The paper disappeared from the website within three days of publication. When Hill asked why this happened, Steinberger wrote that many members of the editorial board had threatened to leave NYJM if it remained published.
In his public statement, Farb mentioned he believed NYJM should have issued a statement after removing the paper from the journal. In an interview with The Maroon, Ravin mentioned that Steinberger was struggling with an aggressive brain tumor at the time. He believes this was the main reason for the lack of retraction notice. Steinberger passed away in September 2018.
Hill sent an e-mail to University of Chicago President Robert Zimmer this March, requesting Wilkinson and Farb be placed under investigation for “unprofessional, uncollegial, and unethical conduct.” Vice Provost Jason Merchant responded to Hill in April with the University’s official findings, writing that there was “no reason to believe academic fraud may have been committed.”

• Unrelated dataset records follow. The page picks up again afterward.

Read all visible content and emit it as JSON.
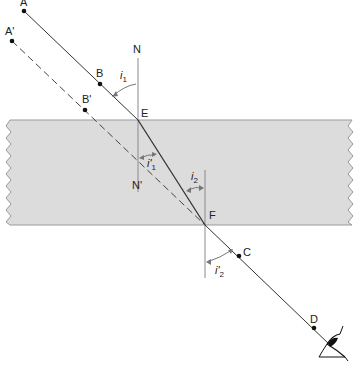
{
  "diagram": {
    "title": "",
    "colors": {
      "slab_fill": "#dcdcdc",
      "slab_edge": "#9a9a9a",
      "ray": "#333333",
      "normal": "#8a8a8a",
      "angle_arrow": "#777777"
    },
    "points": {
      "A": {
        "label": "A",
        "x": 24,
        "y": 11
      },
      "A_prime": {
        "label": "A'",
        "x": 12,
        "y": 41
      },
      "B": {
        "label": "B",
        "x": 100,
        "y": 84
      },
      "B_prime": {
        "label": "B'",
        "x": 85,
        "y": 110
      },
      "E": {
        "label": "E",
        "x": 138,
        "y": 120
      },
      "F": {
        "label": "F",
        "x": 205,
        "y": 225
      },
      "C": {
        "label": "C",
        "x": 239,
        "y": 256
      },
      "D": {
        "label": "D",
        "x": 314,
        "y": 328
      }
    },
    "normals": {
      "N": {
        "label": "N"
      },
      "N_prime": {
        "label": "N'"
      }
    },
    "angles": {
      "i1": {
        "base": "i",
        "sub": "1"
      },
      "i1_prime": {
        "base": "i'",
        "sub": "1"
      },
      "i2": {
        "base": "i",
        "sub": "2"
      },
      "i2_prime": {
        "base": "i'",
        "sub": "2"
      }
    },
    "icons": {
      "observer": "eye-icon"
    }
  }
}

Hill appealed this decision, mentioning he was never contacted in the course of this investigation and that fraud was never the subject of his complaint about Wilkinson and Farb’s interventions. Merchant responded to Hill, writing that he should be upset with the decisions of the editors of the two journals, not with the University of Chicago. Daniel Diermeier, provost of the University of Chicago, responded that there would be “no further review or consideration of this matter.”